What is true concerning tattooing on so many Polynesian islands holds also completely here. But reliable descriptions are so few, and especially there is such a meager number of useful drawings, that it would not repay the trouble to assemble the scattered data. At least it will suffice to discover whether among them there are genuine tribal marks or to investigate concerning the distribution of separate patterns. Those known show conclusively that in the matter of tattooing the Filipinos are not differentiated from the islanders of the Pacific; they form, moreover, an important link in the chain of knowledge which demonstrates the genetic homogeneity of the inhabitants. The tattooings of the eastern islanders are comparable only to those of African aborigines, with which last they furnish many family marks, made out and recognized. It is desirable that a trustworthy collection of all patterns be made before the method becomes more altered or destroyed.

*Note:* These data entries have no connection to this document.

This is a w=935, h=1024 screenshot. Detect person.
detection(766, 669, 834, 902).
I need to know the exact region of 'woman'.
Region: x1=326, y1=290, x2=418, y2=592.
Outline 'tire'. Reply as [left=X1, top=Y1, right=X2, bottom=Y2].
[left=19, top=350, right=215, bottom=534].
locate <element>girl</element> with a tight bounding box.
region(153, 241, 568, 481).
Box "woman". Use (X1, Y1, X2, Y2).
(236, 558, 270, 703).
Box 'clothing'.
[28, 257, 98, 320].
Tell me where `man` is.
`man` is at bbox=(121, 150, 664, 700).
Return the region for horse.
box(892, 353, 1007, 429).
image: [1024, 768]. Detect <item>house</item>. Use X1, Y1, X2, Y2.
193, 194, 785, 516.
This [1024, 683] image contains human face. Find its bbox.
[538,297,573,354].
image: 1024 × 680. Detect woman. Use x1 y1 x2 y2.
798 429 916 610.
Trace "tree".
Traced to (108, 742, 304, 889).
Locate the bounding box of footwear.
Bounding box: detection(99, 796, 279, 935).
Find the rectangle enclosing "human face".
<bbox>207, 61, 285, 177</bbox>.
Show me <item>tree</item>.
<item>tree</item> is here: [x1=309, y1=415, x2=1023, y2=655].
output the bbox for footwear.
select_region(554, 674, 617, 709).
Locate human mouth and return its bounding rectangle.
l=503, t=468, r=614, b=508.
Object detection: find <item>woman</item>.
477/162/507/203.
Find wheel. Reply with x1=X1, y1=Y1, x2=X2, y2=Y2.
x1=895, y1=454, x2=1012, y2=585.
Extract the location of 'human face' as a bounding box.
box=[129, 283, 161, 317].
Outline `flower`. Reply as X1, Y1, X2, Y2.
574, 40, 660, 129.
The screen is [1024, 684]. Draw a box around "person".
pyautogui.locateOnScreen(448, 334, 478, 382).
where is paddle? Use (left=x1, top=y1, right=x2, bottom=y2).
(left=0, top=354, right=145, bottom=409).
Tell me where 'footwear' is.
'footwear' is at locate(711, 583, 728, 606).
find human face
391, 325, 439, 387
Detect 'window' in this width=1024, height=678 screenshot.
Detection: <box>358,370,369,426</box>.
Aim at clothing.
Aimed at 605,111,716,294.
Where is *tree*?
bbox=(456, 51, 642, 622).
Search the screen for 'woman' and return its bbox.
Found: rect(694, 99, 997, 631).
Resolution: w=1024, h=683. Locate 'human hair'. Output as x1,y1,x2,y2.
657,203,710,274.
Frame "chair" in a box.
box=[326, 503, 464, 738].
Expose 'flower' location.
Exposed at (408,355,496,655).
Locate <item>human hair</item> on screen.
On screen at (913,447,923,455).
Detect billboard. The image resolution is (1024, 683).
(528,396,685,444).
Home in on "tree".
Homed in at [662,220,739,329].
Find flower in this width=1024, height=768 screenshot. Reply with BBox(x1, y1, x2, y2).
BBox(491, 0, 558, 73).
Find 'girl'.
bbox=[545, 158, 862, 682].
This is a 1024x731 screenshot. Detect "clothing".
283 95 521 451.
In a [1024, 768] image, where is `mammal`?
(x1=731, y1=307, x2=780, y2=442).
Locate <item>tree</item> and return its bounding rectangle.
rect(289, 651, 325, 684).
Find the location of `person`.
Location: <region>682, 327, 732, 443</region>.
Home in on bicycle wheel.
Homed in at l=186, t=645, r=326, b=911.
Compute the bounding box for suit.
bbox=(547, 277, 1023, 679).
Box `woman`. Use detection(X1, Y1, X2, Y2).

Next to the skin, among the wild tribes the teeth are modified in the most numerous artificial alterations. The preferable custom, common in Africa, of breaking out the front teeth in greater or less number has not, so far as I remember, been described among the Filipinos; I only mention that while I was making a revision of our Philippine crania, two of them turned up in which the middle upper incisors had evidently been broken out for a long time, for the alveolar border had shrunk into a small quite smooth ridge, without a trace of an alveolus. It is otherwise with the pointing of the incisors, especially the upper


  1. Zeitschrift für Ethnologie, 1880, XII, p. 136.
  2. Die Tinguianen (Luzon). Translated from the Spanish by F. Blumentritt (Mitth. der K. K. Geograph. Ges. in Wien), 1887.
  3. Verhandl. der Berliner Gesellsch. für Anthropologie, 1883, p. 380.